One of the very few photographs known to exist of a child aboard Titanic, Douglas Spedden is seen playing with a spinning toy aboard A-Deck in First Class. His nanny is behind him but is blocked out by the passenger in the foreground. This picture was taken by passenger Father Francis Browne (Father Browne exited the ship in Ireland, avoiding the disaster). The Spedden family and nanny survived the sinking, though Douglas was killed three years later. On August 8, 1915, the now nine-year old Douglas was accidentally struck and killed by a car in Maine when he ran into the street after a football, possibly the same football he is seen holding in the photo below taken shortly before his death. The incident was one of the first documented automobile accidents in the state. The photo of Douglas Spedden playing with his toy was turned into a scene in the 1997 hit film “Titanic” for authenticity purposes.

    

 


On the morning of April 15, 1912, the passenger ship Carpathia rescued survivors from the Titanic disaster. One couple aboard Carpathia that morning were newlyweds James and Mabel Fenwick (pictured below) on their honeymoon. As rescue efforts were completed and Carpathia moved away from the disaster site, Mabel took a picture of the area of ocean which contained icebergs and where survivors had been waiting in lifeboats to be rescued. Historians and those involved with the discovery of Titanic and the recovery of its relics believe the iceberg identified in the first photo to be the one Titanic struck. The rope going across the photo belongs to one of Titanic’s lifeboats, which were brought aboard Carpathia.

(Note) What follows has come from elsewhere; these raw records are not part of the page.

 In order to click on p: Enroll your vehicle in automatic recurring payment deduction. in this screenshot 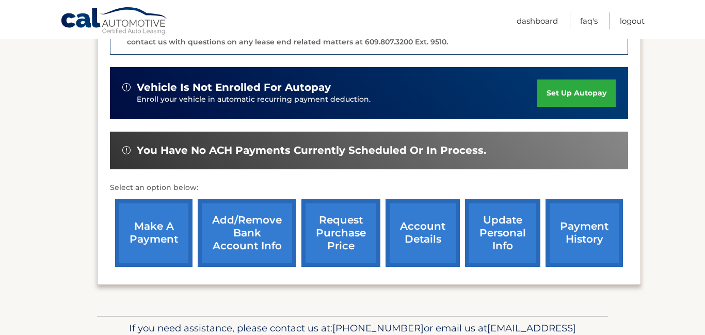, I will do `click(337, 100)`.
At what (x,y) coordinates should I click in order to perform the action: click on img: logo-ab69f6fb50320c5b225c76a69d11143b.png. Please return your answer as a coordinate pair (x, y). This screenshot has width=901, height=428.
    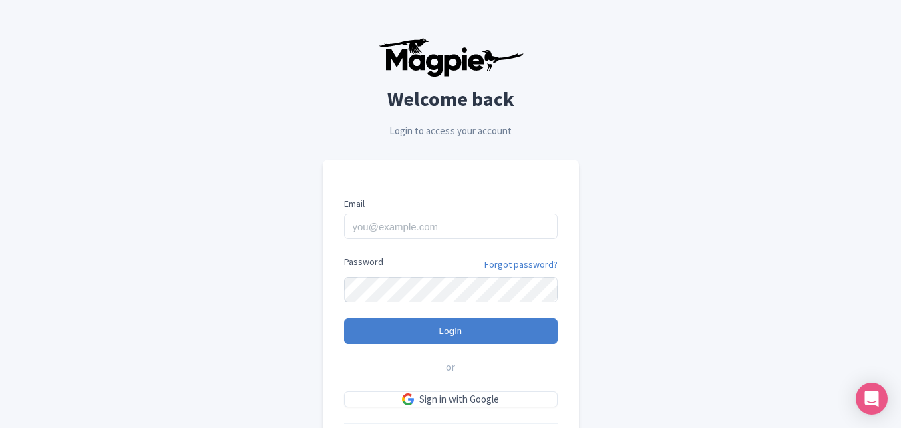
    Looking at the image, I should click on (450, 57).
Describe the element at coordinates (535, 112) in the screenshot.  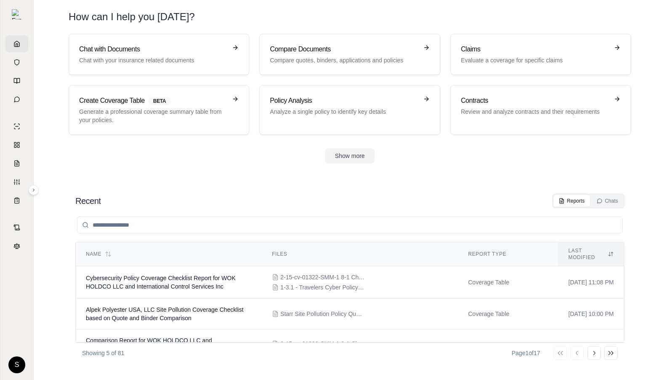
I see `p: Review and analyze contracts and their requirements` at that location.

Later that day, another ship, the steamer Prinz Adalbert, passed by the wreckage site. The Chief Steward of Prinz Adalbert noticed an iceberg containing a streak of red paint near the same vicinity in which Mabel Fenwick had taken a picture. He too took a picture, this one, the third photo below, being a close-up shot of the iceberg, though the red streak of paint cannot be made out.

It’s impossible to tell if these two icebergs are one and the same and specifically the one Titanic struck. Many historians continue to agree that these are in fact two legitimate photos of the iceberg in question. However, we’ll likely never know for sure.

 


In a race to break the story first without having all the facts, numerous newspapers reported that no lives were lost during the sinking of the Titanic. Some papers even reported that Titanic did not sink and instead was being towed to Halifax, Nova Scotia.

 


Did an author predict the sinking of the Titanic 14 years before the disaster occurred? In 1898, author Morgan Robertson wrote Futility or The Wreck of the Titan, a fictional story about a passenger steamship ship named Titan which strikes an iceberg and sinks. The similarities between the fictional Titan and Titanic are uncanny.

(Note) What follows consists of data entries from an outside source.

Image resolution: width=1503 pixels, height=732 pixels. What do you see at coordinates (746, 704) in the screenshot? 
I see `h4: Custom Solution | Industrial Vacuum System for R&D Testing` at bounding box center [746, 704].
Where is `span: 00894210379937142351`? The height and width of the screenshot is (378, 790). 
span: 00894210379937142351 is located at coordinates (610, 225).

– Obviously, the names of the ships are similar.

– Both were triple screw propeller ships.

– Both were described as unsinkable.

– The Titan was 800 feet long and weighed 45,000 tons. Titanic was 882 feet long and weighed 46,000 tons.

– Both had a shortage of lifeboats.

– Titan struck an iceberg on the starboard side on an April night in the North Atlantic. Titanic struck an iceberg on the starboard side on April 14 in the North Atlantic.

– Both were 400 nautical miles away from Newfoundland when they struck an iceberg.

– At the time of impact, Titan was traveling at 25 knots. Titanic was traveling at 22½ knots.

– Titan sank with more than half of its 2,500 passengers and crew perishing. Titanic sank with more than half of its 2,200 passengers and crew perishing.

Following the Titanic disaster, many people credited Morgan Robertson with being clairvoyant, but Robertson denied this, claiming the similarities were explained by his extensive knowledge of shipbuilding and maritime trends.